AbstractThe Internet’s relatively unfettered transmission of information risks exposing individuals to extremist content. Using online survey data (N = 768) of American youth and young adults, we examine factors that bring individuals into contact with online material advocating violence. Combining aspects of social structure-social learning theory with insights from routine activity theory, we find that exposure to violence-advocating materials is positively correlated with online behaviors, including the use of social media platforms and the virtual spaces individuals frequent. Target antagonism is also correlated with exposure to violence-advocating materials, but guardianship and online and offline associations are not. Finally, feelings of dissatisfaction with major social institutions and economic disengagement are associated with exposure to violent materials online.


2016 ◽  
Vol 5 (2) ◽  
pp. 126-130
Author(s):  
Azat Korbangalievich Idiatullov ◽  
Lilia Nadipovna Galimova

In recent years there has been an increased interest in Islam and Islamic law. Islam plays a very significant role in the modern world. Close interaction between legal and religious prescriptions of Islam, the religious basis of Muslim law, Muslim character is not in doubt. The article analyses informal religiosity of Muslim peoples of the Middle Volga and Urals in the 1960-1970. This time for relations between the authorities and Islamic institutions is relatively liberal. The restoration and development of official, allowed in the Soviet Union, as well as quite nontraditional for the Soviet time Islamic practices are noted by the authorities in the Middle Volga and the Urals. The reports name such informal forms of religiosity as neo-paganism, wandering mullahs, unofficial Muslim groups, worship, places of burial of saints and Sufi sources. The authorities, the party authorities, the official Muslim clergy stopped all forms of unofficial religiosity. For the Muslim peoples Islam has often been the subject of interest as a cultural component of their traditional worldview rather than a religious system. The authors believe that the Islamic religion has moved from ethno-cultural to the personal, informal level.


2017 ◽  
Vol 13 (3) ◽  
pp. 32-40 ◽  
Author(s):  
A.D. Tikhonova ◽  
N.V. Dvoryanchikov ◽  
A. Ernst-Vintila ◽  
I.B. Bovina

The main purpose of the presented article is to reveal the potential of social psychological knowledge for the analysis of radicalisation of young people.
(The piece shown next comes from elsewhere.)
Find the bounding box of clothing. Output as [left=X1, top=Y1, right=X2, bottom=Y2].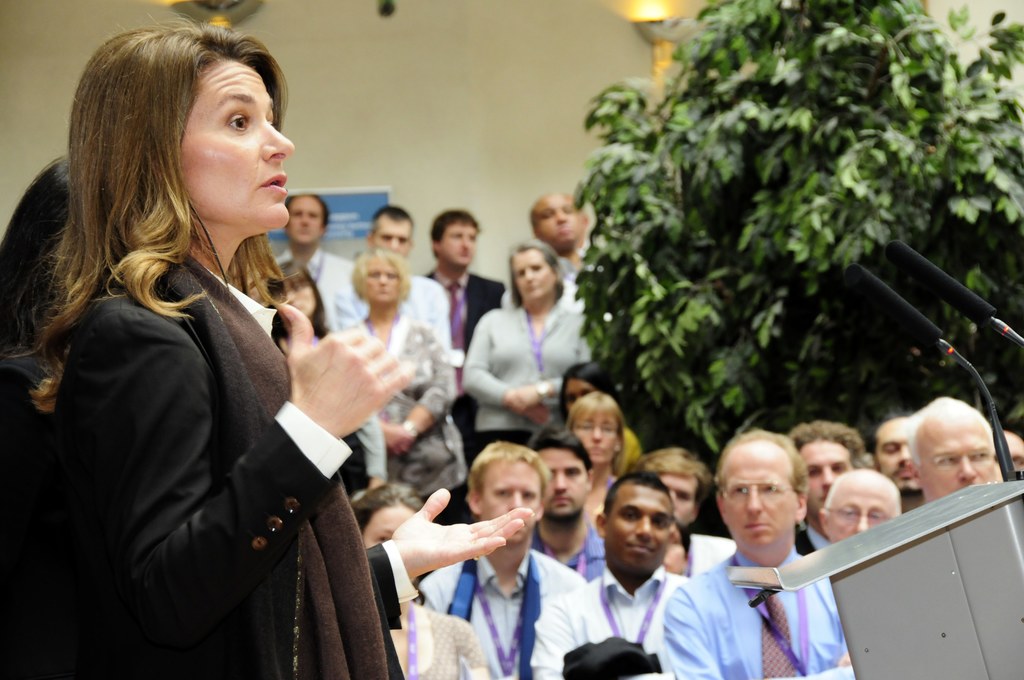
[left=273, top=247, right=363, bottom=332].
In the introduction, the features of socialisation in the modern world are discussed. Special attention is drawn to the role of the Internet in the socialisation of adolescents and young people. It is noted that the dominance of audiovisual information contributes to the reduction of reflexivity and promotes the so-called clip thinking, which has become an integral characteristic of adolescents and young people. It is emphasized that life in the modern society is associated with a number of changes taking place simultaneously at different levels, and uncertainty has become its important feature. Extremism and radicalisation are considered as a reaction to uncertainty, a way to overcome it. The main part of the article is devoted to the analysis of models of radicalization describes in various works. Finally, perspectives of further investigation into the subject are outlined.